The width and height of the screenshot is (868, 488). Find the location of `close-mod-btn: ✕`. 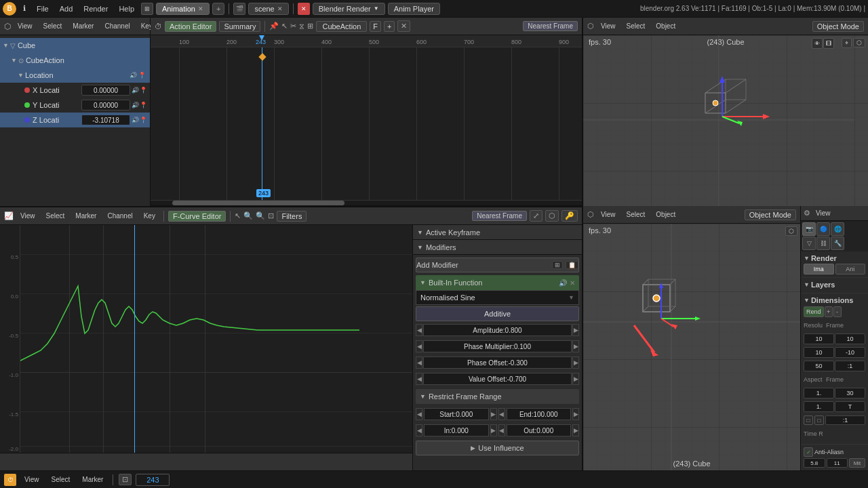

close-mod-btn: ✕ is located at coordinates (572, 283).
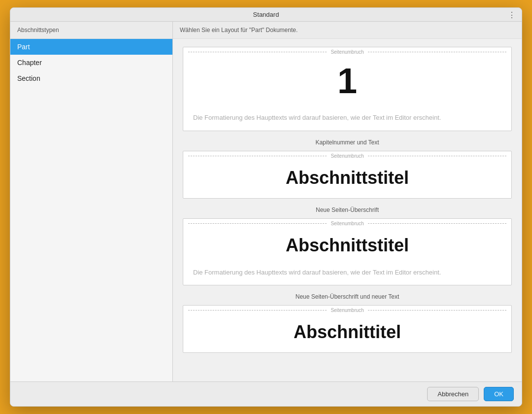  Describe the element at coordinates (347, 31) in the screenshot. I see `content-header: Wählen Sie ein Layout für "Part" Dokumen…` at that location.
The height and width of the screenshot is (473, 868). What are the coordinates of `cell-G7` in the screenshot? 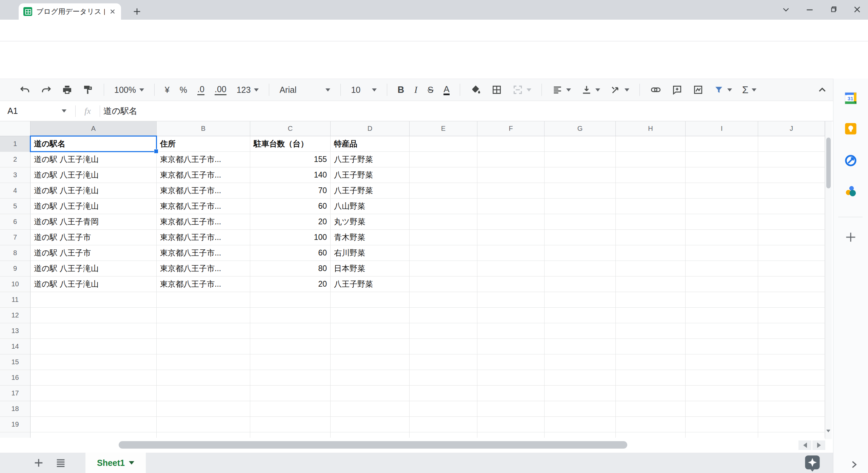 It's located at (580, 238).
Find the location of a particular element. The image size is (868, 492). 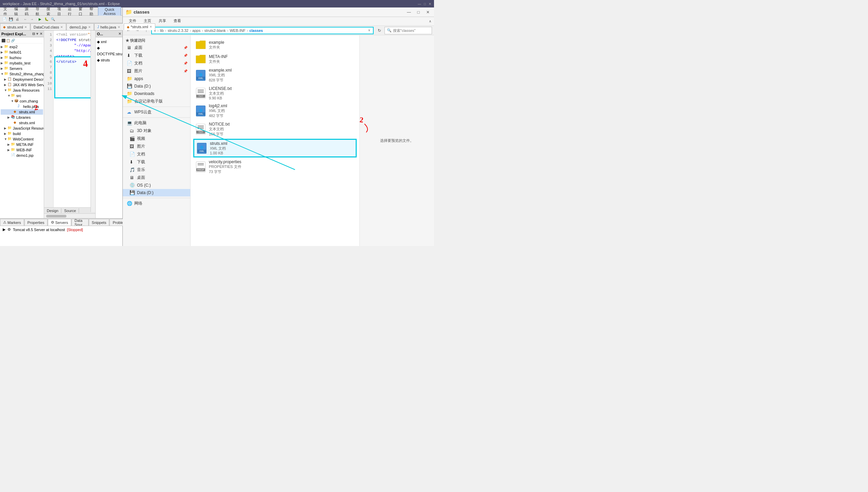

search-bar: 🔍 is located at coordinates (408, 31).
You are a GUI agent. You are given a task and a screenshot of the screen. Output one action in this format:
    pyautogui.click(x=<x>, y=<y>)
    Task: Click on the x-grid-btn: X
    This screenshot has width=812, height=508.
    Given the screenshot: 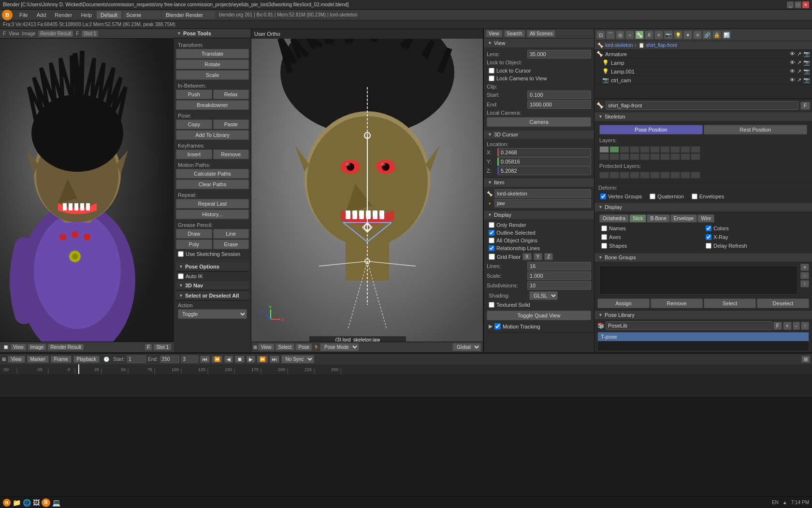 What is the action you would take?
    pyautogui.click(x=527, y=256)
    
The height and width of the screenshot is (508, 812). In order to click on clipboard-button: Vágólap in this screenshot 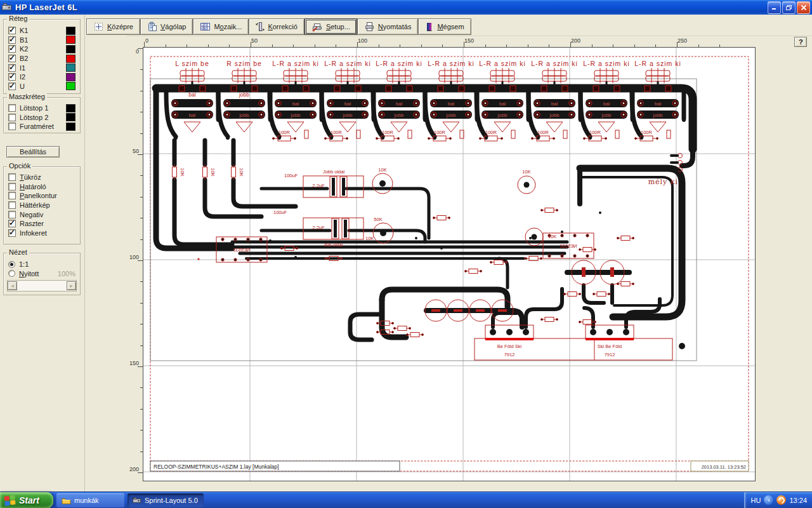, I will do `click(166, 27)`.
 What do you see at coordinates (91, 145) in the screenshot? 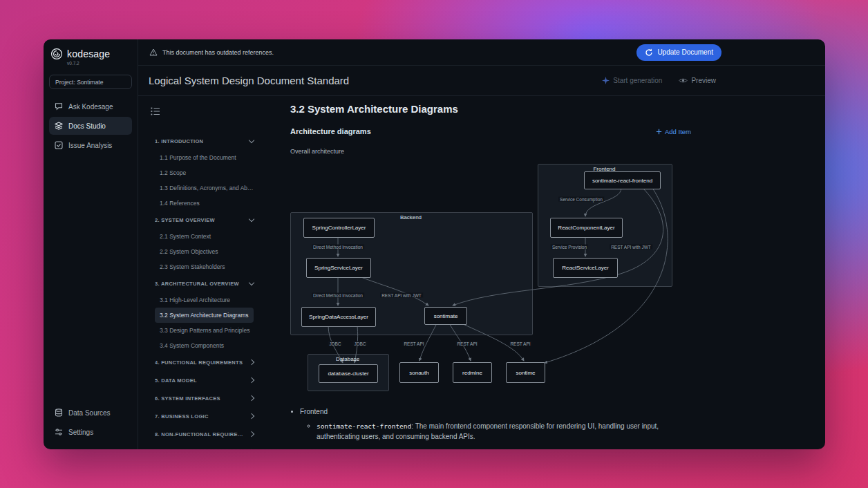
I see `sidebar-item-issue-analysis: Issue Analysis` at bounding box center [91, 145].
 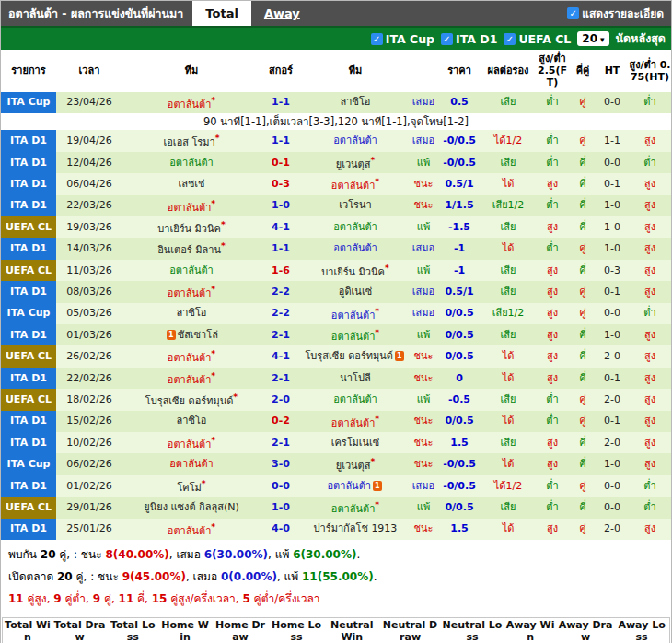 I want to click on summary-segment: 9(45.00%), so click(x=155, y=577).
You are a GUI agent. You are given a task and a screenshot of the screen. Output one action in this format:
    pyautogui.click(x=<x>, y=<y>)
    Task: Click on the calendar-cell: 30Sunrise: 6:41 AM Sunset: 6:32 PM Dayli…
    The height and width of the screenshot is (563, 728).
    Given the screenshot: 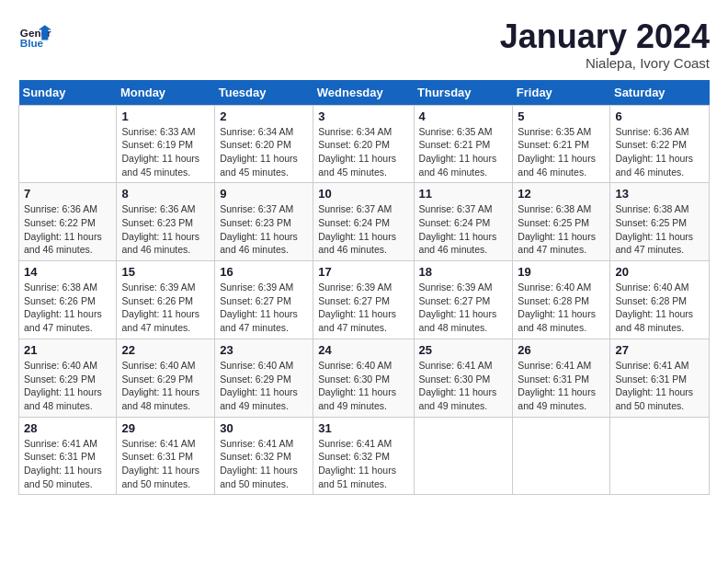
--
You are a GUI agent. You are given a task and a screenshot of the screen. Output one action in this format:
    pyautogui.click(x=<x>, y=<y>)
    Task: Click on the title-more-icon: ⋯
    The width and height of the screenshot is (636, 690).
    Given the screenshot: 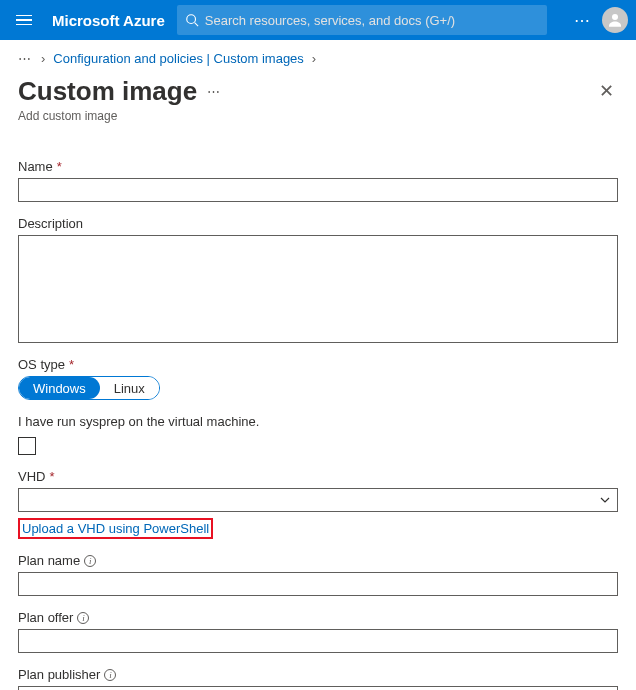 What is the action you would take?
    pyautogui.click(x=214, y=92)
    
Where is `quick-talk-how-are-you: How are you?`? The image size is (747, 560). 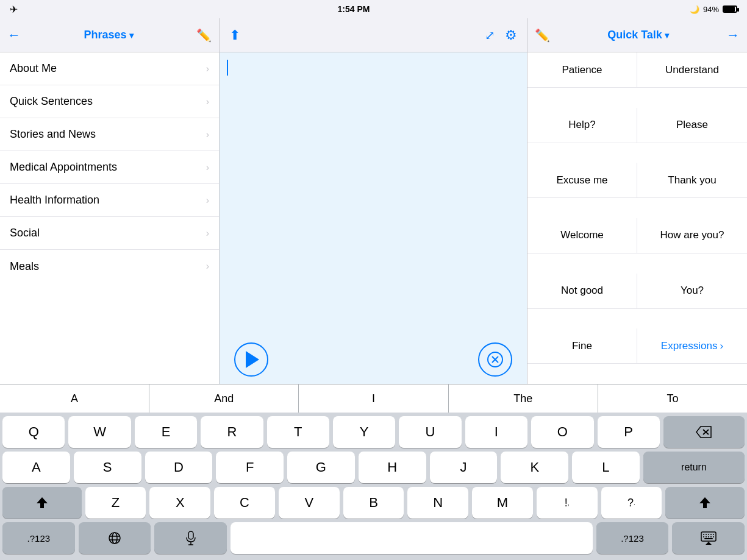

TASK DIRECTIONS =>
Leaving out each picture, repeat exactly the lines above from the one that contains "Find the location of a" through the one that contains "This screenshot has".

RESULT FOR THIS TASK =>
Find the location of a particular element. The image size is (868, 492). 

search-bar: 🔍 is located at coordinates (408, 31).
You are a GUI agent. You are given a task and a screenshot of the screen. Output one action in this format:
    pyautogui.click(x=<x>, y=<y>)
    Task: Click on the x-grid-btn: X
    This screenshot has width=812, height=508.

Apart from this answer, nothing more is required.